View Full Version : Thoughts on focoism
flaming bolshevik
29th July 2014, 20:47
What are your thoughts on focoism? Could it be applicable in the first world given the right conditions?
Zoroaster
29th July 2014, 23:17
Vanguard parties in general are kinda bullshit. Maybe the mass party, but Leninist politics are a dead end. Read some Luxemburg or some Redstar2000.
Edit: Sorry if I sounded rude.
A Revolutionary Tool
30th July 2014, 01:18
Well usually these are peasant based. In the U.S. for example I think it'd be pretty difficult, especially with the amount of farm work done by migrant workers. And even if theoretically it could be applied would we want it? Small groups of guerrilla fighters leading the revolution? I could see guerrilla warfare being organized and used as part of a general strategy during an actual revolution but not as being the center of the struggle or being the revolutionary leadership.
Prometeo liberado
30th July 2014, 05:28
No. Just ask the Columbians. What with drones and all the other advances made by the U.S. military to combat these kinds of situations I don't see it as a possibility. BTW Focoism is in fact in direct conflict with Leninism.
Orange Juche
1st August 2014, 04:03
Vanguard parties in general are kinda bullshit. Maybe the mass party, but Leninist politics are a dead end. Read some Luxemburg or some Redstar2000.
Ain't that the focon truth. :lol:
Sinister Cultural Marxist
7th August 2014, 04:37
Aside from what others have said, there really aren't any countries where focoism is possible as a strategy to pursue, let alone one which can lead to an authentic proletarian revolution. Focoism came out of a Latin American context where most states were run by military dictatorships, and where the threat of such a dictatorship was ever-present in those with some kind of republican democracy. Imperialism found more efficient models, and the USSR collapsed. This is why small guerrilla bands have largely fared quite poorly for the most part in Latin America in the past couple of decades. In Colombia, the only country where there is still a large number of militants, FARC and the ELN are looking for a negotiated way out of the conflict after a decade or so of retreat. The other groups in other countries are too small to do anything, and with the exception of a few big names like the Shining Path, don't get much attention.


Exercise aim: Could you reproduce every entry that follows, exactly as shown?
Material provided Start Marker
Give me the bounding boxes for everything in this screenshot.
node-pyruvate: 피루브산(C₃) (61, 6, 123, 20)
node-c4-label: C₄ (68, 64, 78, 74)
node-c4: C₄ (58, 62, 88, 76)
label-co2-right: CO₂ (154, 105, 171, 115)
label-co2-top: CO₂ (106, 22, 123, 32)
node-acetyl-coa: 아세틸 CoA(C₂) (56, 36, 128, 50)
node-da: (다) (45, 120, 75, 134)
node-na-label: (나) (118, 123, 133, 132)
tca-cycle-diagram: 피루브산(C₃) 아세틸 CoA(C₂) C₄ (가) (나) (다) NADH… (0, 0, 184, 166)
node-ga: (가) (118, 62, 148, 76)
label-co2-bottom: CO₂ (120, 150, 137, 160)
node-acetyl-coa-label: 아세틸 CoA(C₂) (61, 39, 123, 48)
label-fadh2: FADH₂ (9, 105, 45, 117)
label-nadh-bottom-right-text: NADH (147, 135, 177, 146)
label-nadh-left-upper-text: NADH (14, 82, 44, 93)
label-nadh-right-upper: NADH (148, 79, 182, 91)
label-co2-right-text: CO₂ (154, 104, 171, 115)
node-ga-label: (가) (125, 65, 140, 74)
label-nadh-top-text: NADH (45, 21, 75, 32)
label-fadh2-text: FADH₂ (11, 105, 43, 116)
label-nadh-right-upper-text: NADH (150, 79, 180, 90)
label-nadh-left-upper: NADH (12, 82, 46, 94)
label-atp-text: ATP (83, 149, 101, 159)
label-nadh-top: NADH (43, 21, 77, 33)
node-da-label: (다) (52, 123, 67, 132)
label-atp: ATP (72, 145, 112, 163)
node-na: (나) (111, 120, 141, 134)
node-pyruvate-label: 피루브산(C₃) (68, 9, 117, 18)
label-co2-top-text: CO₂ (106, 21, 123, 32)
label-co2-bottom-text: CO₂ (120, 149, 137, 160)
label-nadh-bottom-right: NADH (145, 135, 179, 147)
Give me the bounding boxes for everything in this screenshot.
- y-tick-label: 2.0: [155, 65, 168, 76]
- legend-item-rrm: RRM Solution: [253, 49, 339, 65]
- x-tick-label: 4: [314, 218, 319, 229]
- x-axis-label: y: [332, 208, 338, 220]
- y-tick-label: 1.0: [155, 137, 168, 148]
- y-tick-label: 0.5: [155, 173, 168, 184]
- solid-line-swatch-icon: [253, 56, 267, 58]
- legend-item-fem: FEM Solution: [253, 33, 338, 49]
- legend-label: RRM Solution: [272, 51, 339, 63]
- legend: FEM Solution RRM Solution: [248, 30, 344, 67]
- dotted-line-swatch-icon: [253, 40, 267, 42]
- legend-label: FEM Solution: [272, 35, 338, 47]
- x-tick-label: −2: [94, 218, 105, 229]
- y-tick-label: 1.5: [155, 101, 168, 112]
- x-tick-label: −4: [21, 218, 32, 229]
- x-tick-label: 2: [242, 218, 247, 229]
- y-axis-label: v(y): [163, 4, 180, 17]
Material provided End Marker
Solution to the exercise:
Give me the bounding boxes for everything in this screenshot.
node-pyruvate: 피루브산(C₃) (61, 6, 123, 20)
node-c4-label: C₄ (68, 64, 78, 74)
node-c4: C₄ (58, 62, 88, 76)
label-co2-right: CO₂ (154, 105, 171, 115)
label-co2-top: CO₂ (106, 22, 123, 32)
node-acetyl-coa: 아세틸 CoA(C₂) (56, 36, 128, 50)
node-da: (다) (45, 120, 75, 134)
node-na-label: (나) (118, 123, 133, 132)
tca-cycle-diagram: 피루브산(C₃) 아세틸 CoA(C₂) C₄ (가) (나) (다) NADH… (0, 0, 184, 166)
node-ga: (가) (118, 62, 148, 76)
label-co2-bottom: CO₂ (120, 150, 137, 160)
node-acetyl-coa-label: 아세틸 CoA(C₂) (61, 39, 123, 48)
label-fadh2: FADH₂ (9, 105, 45, 117)
label-nadh-bottom-right-text: NADH (147, 135, 177, 146)
label-nadh-left-upper-text: NADH (14, 82, 44, 93)
label-nadh-right-upper: NADH (148, 79, 182, 91)
label-co2-right-text: CO₂ (154, 104, 171, 115)
node-ga-label: (가) (125, 65, 140, 74)
label-nadh-top-text: NADH (45, 21, 75, 32)
label-fadh2-text: FADH₂ (11, 105, 43, 116)
label-nadh-right-upper-text: NADH (150, 79, 180, 90)
label-nadh-left-upper: NADH (12, 82, 46, 94)
label-atp-text: ATP (83, 149, 101, 159)
label-nadh-top: NADH (43, 21, 77, 33)
node-da-label: (다) (52, 123, 67, 132)
label-atp: ATP (72, 145, 112, 163)
node-na: (나) (111, 120, 141, 134)
node-pyruvate-label: 피루브산(C₃) (68, 9, 117, 18)
label-co2-top-text: CO₂ (106, 21, 123, 32)
label-co2-bottom-text: CO₂ (120, 149, 137, 160)
label-nadh-bottom-right: NADH (145, 135, 179, 147)
Give me the bounding boxes for everything in this screenshot.
- y-tick-label: 2.0: [155, 65, 168, 76]
- legend-item-rrm: RRM Solution: [253, 49, 339, 65]
- x-tick-label: 4: [314, 218, 319, 229]
- x-axis-label: y: [332, 208, 338, 220]
- y-tick-label: 1.0: [155, 137, 168, 148]
- y-tick-label: 0.5: [155, 173, 168, 184]
- solid-line-swatch-icon: [253, 56, 267, 58]
- legend-item-fem: FEM Solution: [253, 33, 338, 49]
- legend-label: RRM Solution: [272, 51, 339, 63]
- legend: FEM Solution RRM Solution: [248, 30, 344, 67]
- dotted-line-swatch-icon: [253, 40, 267, 42]
- legend-label: FEM Solution: [272, 35, 338, 47]
- x-tick-label: −2: [94, 218, 105, 229]
- y-tick-label: 1.5: [155, 101, 168, 112]
- x-tick-label: −4: [21, 218, 32, 229]
- x-tick-label: 2: [242, 218, 247, 229]
- y-axis-label: v(y): [163, 4, 180, 17]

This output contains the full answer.